AI agents use merge_mesh_files to create or update resources in Kiln — usually the action step of a workflow, after the agent has gathered context. Every call changes real data in your Kiln environment.
Merging mesh files creates a new or modified 3D model file, which is a reversible write operation. Within the context of 3D printer control (Kiln server), this modifies design data that will be used for printing.
From the tool's definition Tool name 'merge_mesh_files' indicates combining or modifying 3D mesh data files. Description is empty, limiting specificity.
Attacks that exploit this kind of access
merge_mesh_files. It is categorised as a Write tool in the Kiln MCP Server, which means it can create or modify data. Consider rate limits to prevent runaway writes.
Register the Kiln MCP server in PolicyLayer and add a rule for merge_mesh_files: allow, deny, rate-limit, or require approval. Point your MCP client at the PolicyLayer proxy URL and the rule is enforced on every call, before it reaches Kiln. Nothing to install.
merge_mesh_files is a Write tool with medium risk. Write tools should be rate-limited to prevent accidental bulk modifications.
Yes. Add a rate_limit block to the merge_mesh_files rule in your PolicyLayer policy. For example, setting max: 10 and window: 60 limits the tool to 10 calls per minute. Rate limits are tracked per agent session and reset automatically.
Set action: deny in the PolicyLayer policy for merge_mesh_files. The AI agent will receive a policy violation error and cannot call the tool. You can also include a reason field to explain why the tool is blocked.
merge_mesh_files is provided by the Kiln MCP server (codeofaxel/Kiln). PolicyLayer sits as a proxy in front of this server to enforce policies before tool calls reach the server.
Every MCP server has a record like this.
Type a name, get the same breakdown: verified identity, auth posture, risk grade, capabilities, recommended policy.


Without the pictures, give every record again exactly.

### Records for the exercise
━━━━━━

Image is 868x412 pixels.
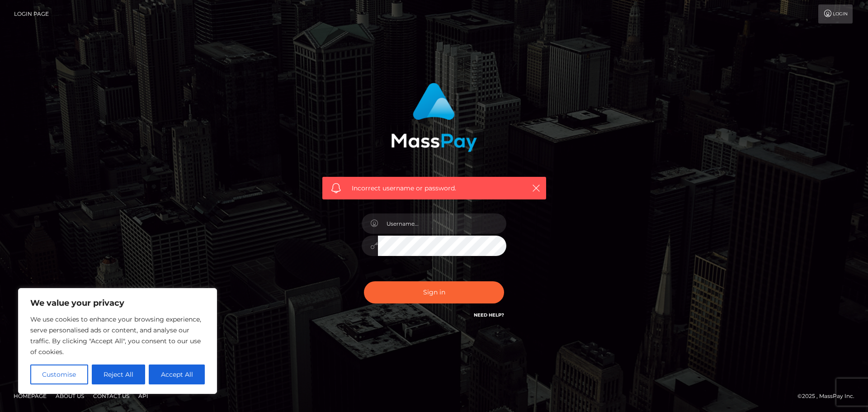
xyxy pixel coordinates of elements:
a: Login [818,5,852,24]
a: About Us [52,389,87,403]
p: We use cookies to enhance your browsing experience, serve personalised ads or content, and analys... [30,314,205,357]
input: Username... [378,214,506,234]
span: Incorrect username or password. [352,183,517,193]
a: API [134,389,152,403]
button: Accept All [149,364,205,385]
p: We value your privacy [30,298,205,308]
button: Sign in [364,281,504,304]
a: Contact Us [89,389,133,403]
div: We value your privacy [18,288,217,394]
button: Customise [30,364,88,385]
a: Login Page [14,5,49,24]
img: MassPay Login [391,83,477,152]
div: © 2025 , MassPay Inc. [798,391,861,401]
a: Need Help? [474,312,504,318]
button: Reject All [92,364,146,385]
a: Homepage [10,389,50,403]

━━━━━━

### Answer section
Image is 868x412 pixels.
xyxy pixel coordinates of elements:
a: Login [818,5,852,24]
a: About Us [52,389,87,403]
p: We use cookies to enhance your browsing experience, serve personalised ads or content, and analys... [30,314,205,357]
input: Username... [378,214,506,234]
span: Incorrect username or password. [352,183,517,193]
a: API [134,389,152,403]
button: Accept All [149,364,205,385]
p: We value your privacy [30,298,205,308]
button: Sign in [364,281,504,304]
a: Contact Us [89,389,133,403]
div: We value your privacy [18,288,217,394]
button: Customise [30,364,88,385]
a: Login Page [14,5,49,24]
img: MassPay Login [391,83,477,152]
div: © 2025 , MassPay Inc. [798,391,861,401]
a: Need Help? [474,312,504,318]
button: Reject All [92,364,146,385]
a: Homepage [10,389,50,403]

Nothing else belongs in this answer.